Speculative Solution
Florian Hecker
A multi-speaker, electronic, spacious and spatial performance from Florian Hecker.
Arika have been creating events since 2001. The Archive is space to share the documentation of our work, over 600 events from the past 20 years. Browse the archive by event, artists and collections, explore using theme pairs, or use the index for a comprehensive overview.
A multi-speaker, electronic, spacious and spatial performance from Florian Hecker.
The Songspiels take on a mode of musical theatre developed by playwright Bertolt Brecht and composer Kurt Weill in the early twentieth century, presenting political and social concerns through the accessible and (often funny) form of song.
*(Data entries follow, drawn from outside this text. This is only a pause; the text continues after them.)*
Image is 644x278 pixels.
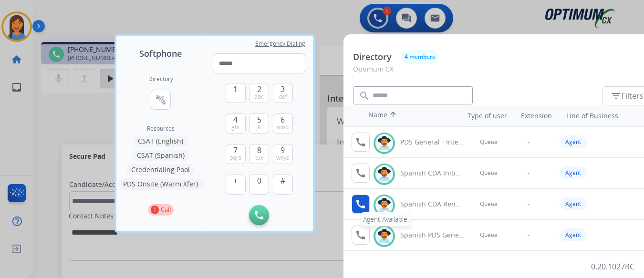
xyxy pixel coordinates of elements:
[528,169,530,177] span: -
[254,93,264,101] span: abc
[387,111,399,121] mat-icon: arrow_upward
[273,114,293,134] button: 6mno
[401,50,438,64] button: 4 members
[559,229,586,242] div: Agent
[400,168,464,178] div: Spanish CDA Initial General - Internal
[148,205,174,216] button: 1Call
[255,155,263,162] span: tuv
[273,144,293,164] button: 9wxyz
[355,230,366,241] mat-icon: call
[377,136,391,151] img: avatar
[591,261,634,273] p: 0.20.1027RC
[280,115,284,125] span: 6
[150,206,158,214] p: 1
[249,175,269,195] button: 0
[226,175,245,195] button: +
[280,145,284,157] span: 9
[226,114,245,134] button: 4ghi
[280,83,284,95] span: 3
[160,206,171,214] p: Call
[255,40,305,48] span: Emergency Dialing
[480,232,497,239] span: Queue
[279,93,287,101] span: def
[528,139,530,146] span: -
[400,200,464,209] div: Spanish CDA Renewal General - Internal
[516,107,556,125] th: Extension
[355,199,366,210] mat-icon: call
[255,211,263,219] img: call-button
[353,51,392,64] p: Directory
[118,178,202,190] button: PDS Onsite (Warm Xfer)
[273,175,293,195] button: #
[355,137,366,148] mat-icon: call
[277,155,289,162] span: wxyz
[257,83,261,95] span: 2
[364,106,450,126] th: Name
[257,175,261,187] span: 0
[257,145,261,157] span: 8
[226,83,245,103] button: 1
[249,114,269,134] button: 5jkl
[480,139,497,146] span: Queue
[230,155,241,162] span: pqrs
[226,144,245,164] button: 7pqrs
[234,83,237,95] span: 1
[610,90,622,102] mat-icon: filter_list
[257,115,261,125] span: 5
[234,145,237,157] span: 7
[480,169,497,177] span: Queue
[155,94,166,106] mat-icon: connect_without_contact
[133,136,188,147] button: CSAT (English)
[528,201,530,208] span: -
[147,125,175,133] span: Resources
[559,136,586,149] div: Agent
[610,90,643,102] span: Filters
[249,83,269,103] button: 2abc
[234,175,237,187] span: +
[454,107,512,125] th: Type of user
[277,123,288,131] span: mno
[377,199,391,213] img: avatar
[400,138,464,147] div: PDS General - Internal
[149,75,173,83] h2: Directory
[355,167,366,179] mat-icon: call
[559,198,586,210] div: Agent
[528,232,530,239] span: -
[352,195,369,214] button: Agent Available.
[280,175,285,187] span: #
[400,231,464,240] div: Spanish PDS General - Internal
[559,166,586,179] div: Agent
[126,164,194,176] button: Credentialing Pool
[480,201,497,208] span: Queue
[359,90,370,102] mat-icon: search
[361,212,411,227] div: Agent Available.
[273,83,293,103] button: 3def
[132,150,190,162] button: CSAT (Spanish)
[234,115,237,125] span: 4
[377,229,391,244] img: avatar
[256,123,262,131] span: jkl
[232,123,239,131] span: ghi
[377,167,391,182] img: avatar
[139,47,182,60] span: Softphone
[249,144,269,164] button: 8tuv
A conversation of intergenerational trans-resistance and anti-racist fierceness between two of the most inspiring public speakers we know.
Join activists, academics and artists as they reflect on abolitionist praxis and thought, exploring covergences with gender, poetry, technology, performance, speculation, aesthetics, film and culture. This series of events commemorates Black August and is for anyone who wishes to answer the abolitionist call to action and thought.
Birthed from the collective stagger in global consciousness of the late 50’s and 60’s, this programme celebrates epochal, groundbreaking films that all address sound in their own way and that have opened pathways to experimentation.
Originally billed as a duo of Ingar Zach and Derek Bailey, John Butcher stood in for Bailey at the last minute.
Rather than asking the state for services, what kinds of change are made possible when we prioritise people supporting each other?
Equal parts spectacle, installation and performance, his set for us is a specially developed work, ‘turning’, which features an orchestra of multiple turntables, 4 projections and a collection of old, and, quite probably, misfiring analogue kit.
Out of a dark haze, shafts of lights are picked out from the surface of film. Out of the black silence, noise, audible scratches bloom into a bright drone of broken and cracked objects.
A fulcrum to the Japanese noise scene, JOJO Hiroshige has been responsible for much of the explosion of free music coming from Japan in the last 30 years.
A dialogical meeting of Baraka’s radical poetry and Grimes’ free jazz syncopation.
By focusing on the things that most people don’t notice or pass by uncaring – Steve Roden crafts gentle, sparse and metaphorically loaded compositions.